Civil liberties groups sue to overturn Utah's porn-blocking law

SALT LAKE CITY -- A Utah law forcing Internet service providers to offer filters that block pornographic Web sites was challenged in federal court Thursday by critics who said it was no different than laws struck down as unconstitutional and impractical in nine other states.

The problem is that many Web sites deemed harmful to minors share the same computer servers and Internet protocol addresses as unrelated and innocent Web sites, and blocking one site can block them all, they said.

Lawyers said Utah's statute was worse than some laws already knocked down elsewhere because it provides no way for Web hosts to appeal judgments made by Utah's attorney general office about what constitutes a pornographic site.

Under the law signed by Gov. Jon Huntsman in March, state lawyers planned to go to work July 1, continually trolling the Internet for ever-changing Web sites considered pornographic and updating a blacklist that ISPs must incorporate in software filters for customers.

Because the Internet heeds no borders, critics said Utah was setting out to violate the power vested in Congress to regulate interstate commerce.

The suit was filed by civil liberty and publishing groups, book stores, Internet service providers and the Comic Book Legal Defense Fund. Betsy Burton, owner of The King's English Bookshop and one of the 14 plaintiffs, said the blacklist could throw a net over her Web site because it links to descriptions and jacket art for books like Margaret Atwood's "Oryx and Crake," whose cover depicts female bodies in the nude.

"This is not the first law that tried to do this," said Michael Bamberger, a New York lawyer representing groups that include Utah chapters of the American Civil Liberties Union and the Sexual Health Network.

Federal courts have struck down Internet porn-blocking laws in Arizona, New Mexico, Michigan, New York, Pennsylvania, South Carolina, Vermont, Virginia and Wisconsin, he said.

The New Mexico case was decided by the Denver-based 10th U.S. Circuit Court of Appeals, which has control over Utah's federal court and leaves it with no choice but to follow established case law, he said.

Utah Attorney General Mark Shurtleff's office had no immediate response to the 55-page lawsuit.

"We have just received it. We're going to review it and will be meeting with the people who filed the lawsuit," Shurtleff spokesman Paul Murphy said Thursday.

The suit doesn't include any major ISPs, just two little-known companies operating in Utah, Mountain Wireless and CSolutions Inc. The big players don't want to be seen as opposing any anti-porn legislation or take on a political battle that won't win them any customers, but are "secretly cheering us," said Gregg Teeter, another lawyer involved in the case.
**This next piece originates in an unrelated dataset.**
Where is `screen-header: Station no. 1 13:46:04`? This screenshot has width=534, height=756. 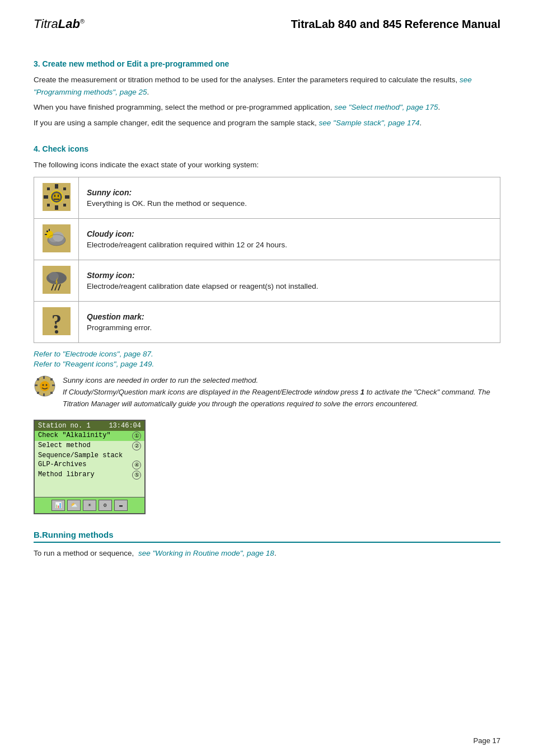
screen-header: Station no. 1 13:46:04 is located at coordinates (90, 426).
Pete Ashdown, president of XMission, an Internet Service provider with more than 25,000 Utah subscribers, said he lobbied Utah legislators to contain the damage of legislation he called a "steamroller that was going to pass," but didn't join the suit because "I didn't want to antagonize anyone further."

Ashdown, a Democrat who has said he would challenge U.S. Sen. Orrin Hatch, R-Utah, in the 2006 election, said the lawsuit "was going to happen without me."

Ashdown said the market already has responded with filters parents can use to keep their children from viewing pornographic Web sites. He said government can't do any better and will only make matters worse. Xmission controls its own filter for customers who want it.

So, when a customer complained the filter inexplicably blocked a Disney Web site, XMission was immediately able to unlock the innocent site, Ashdown said.

Two Utah legislators who drafted Utah's porn-blocking law -- Rep. John Dougall, R-Highland, and Rep. Stephen Urquhart, R- St. George -- didn't return messages left by The Associated Press Thursday or Wednesday.